This method does not attempt to cover every possible electromagnetic condition. Instead, it targets a controlled set of worst case scenarios that are grounded in ICNIRP exposure limits and realistic implant geometries.

China C-GCAP’s grading for vehicles with respect to implants

A recent illustration of how implant immunity criteria are applied at the vehicle level can be found in the China Green Car Assessment Program (C-GCAP). In its 2024 Detailed Rules for Health Assessment, electromagnetic protection is defined as one of three main health indicators, with separate evaluation tracks for the general public and for sensitive populations, including people with medical implants.
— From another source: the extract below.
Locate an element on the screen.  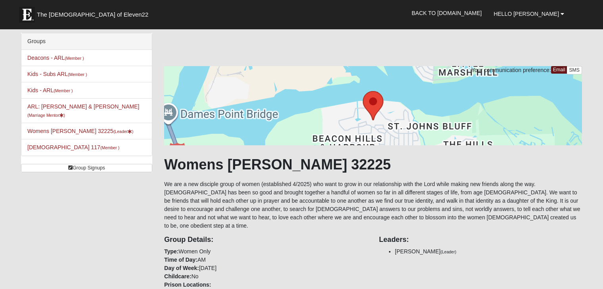
a: Page Properties (Alt+P) is located at coordinates (591, 281).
For the general public, C-GCAP measures magnetic fields from 10 Hz to 400 kHz. Tests under different conditions, following the procedures of GB/T 37130-2018. The results are then reported as a margin, in decibels, relative to the public reference limits in GB 8702-2014..
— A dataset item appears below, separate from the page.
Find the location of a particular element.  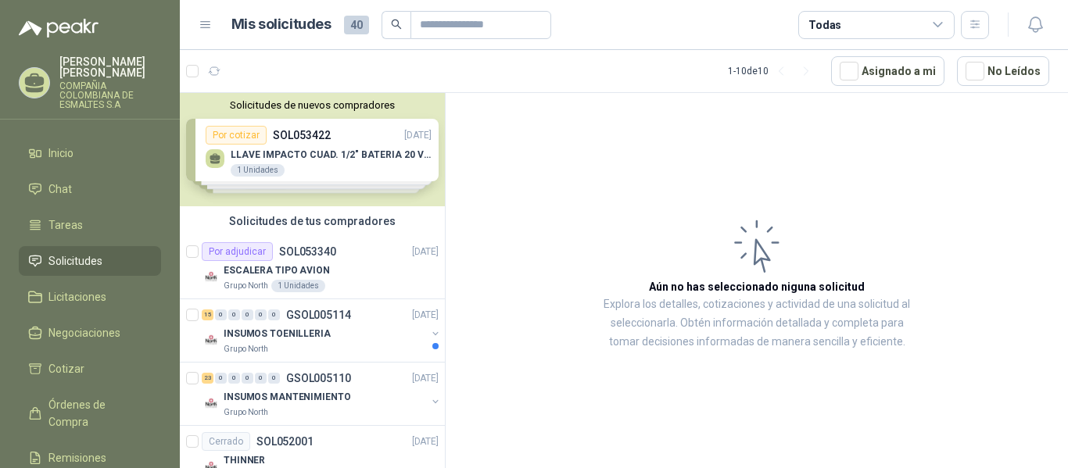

  • A margin of 25 dB or higher receives the full score.
  • Lower margins reduce the score in stages.
  • Any result below 3 dB earns zero points for this part of the electromagnetic protection item.

For sensitive populations, the assessment follows a different method. Low-frequency magnetic fields in the range covered by IEC 62764-1:2022 (1 Hz to 100 kHz) are measured under different operating conditions (stationary, constant speed, acceleration, deceleration, charging and discharging). These measurements are then compared against implant-specific limits defined in ISO 14117:2019 and ISO 14708-2/-3/-4. Where C-GCAP extends the assessment to higher frequencies, it must use additional RF exposure frameworks beyond IEC 62764-1.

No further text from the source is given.